Speaking as someone who spent three decades in counterintelligence and national security work, I can state unequivocally that I never heard or read the term “collusion” once during my entire career.  Neither NCIS nor any other federal law enforcement agency chartered to conduct espionage investigations, such as the FBI, have ever had a case category of “collusion” in their counterintelligence or national security directorates.  The term has never been used because it doesn’t apply to counterintelligence cases.

 

Black’s Law Dictionary defines collusion as “A deceitful agreement or compact between two or more persons, for the one party to bring an action against the other for some evil purpose, as to defraud a third party of his right.”  Collusion is a term most commonly associated with anti-trust cases, or white-collar crime. 

 

Yet, some politician or pundit who was seeking a pernicious label to attach to President Trump’s presidential campaign had an epiphany.  Their internal label maker searched their databanks and found a term that sounded opaquely ominous and vaguely similar to a real national security offense - conspiracy – a term that would apply if a person conspired with others to provide US defense information to a hostile foreign power or worse, to give aid and comfort to the enemy. “Collusion” sounds downright menacing while still being sufficiently vague so that it can be misused with impunity.

 

And so it began.  Collusion!  That vile label was soon hurled daily and usually hourly as enemies of President Trump found their word-weapon of choice.

 

Sadly, no push back from the opposition, and those in the law enforcement, counterintelligence, and legal communities continued to use the label for nearly two years.
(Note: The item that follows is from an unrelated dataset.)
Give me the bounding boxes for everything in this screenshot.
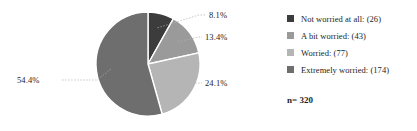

Today, the public is misinformed, and the multiple congressional and federal investigations that were charged with finding evidence of “collusion” by President Trump or his staff have failed to produce any concrete evidence for a crime that doesn’t technically exist.

 

A word of advice about real conspiracy with a hostile foreign power: When Russian intelligence  has successfully recruited a high-value target such as a presidential candidate or a senior member of their staff, they’ll move mountains to keep it a secret.

 

Implications of labels for Christians:  Members of the Christian faith are far from immune from the scourge of labelization.  On the contrary, since open season has been declared on anything Christian, pejorative labels have become a regular staple in the arsenal of weapons used by secular activists against followers of Christ.

 

One of the more common labels is a hater or one who spews hate.  Christians who strive to obey God and His commands are smeared for acknowledging that His inspired word does spell out certain actions that are prohibited.  While the pressure to conform to today’s secular progressive world is great, I urge you to gently and respectfully push back.

 

Why do people use labels?  The short answer is because they can and it’s easy.  The longer explanation is that our society is devolving into a culture where humility is considered a weakness – no longer a strength.  The days of carefully listening to an opponent and acknowledging their valid points and diplomatically countering any misstatement of facts are essentially over.  People no longer seem to be able to agree to disagree amicably.  The opponent is simply shut down with a searing label, and if that doesn't work, a verbal filibuster is launched. 

 

What to do?  When a person attempts to smear or defame you with a label, you can remain calm and attempt to illuminate the issue and elevate the level of discussion.  If that fails and you find yourself the victim of a labelization attack, you can declare your personal space a “no label” zone.  Don’t respond with labels in conversations and challenge those who do.  If someone calls you a racist or an islamophobe or bigot or whatever, ask them to define the term and cite specific evidence to support their smear.  When challenged enough, some people might think twice before slinging out another label.   

 

We can fight back to discourage the use of labels if we’re strong and consistent.  We may not always succeed, but we can try.  Will you do your part?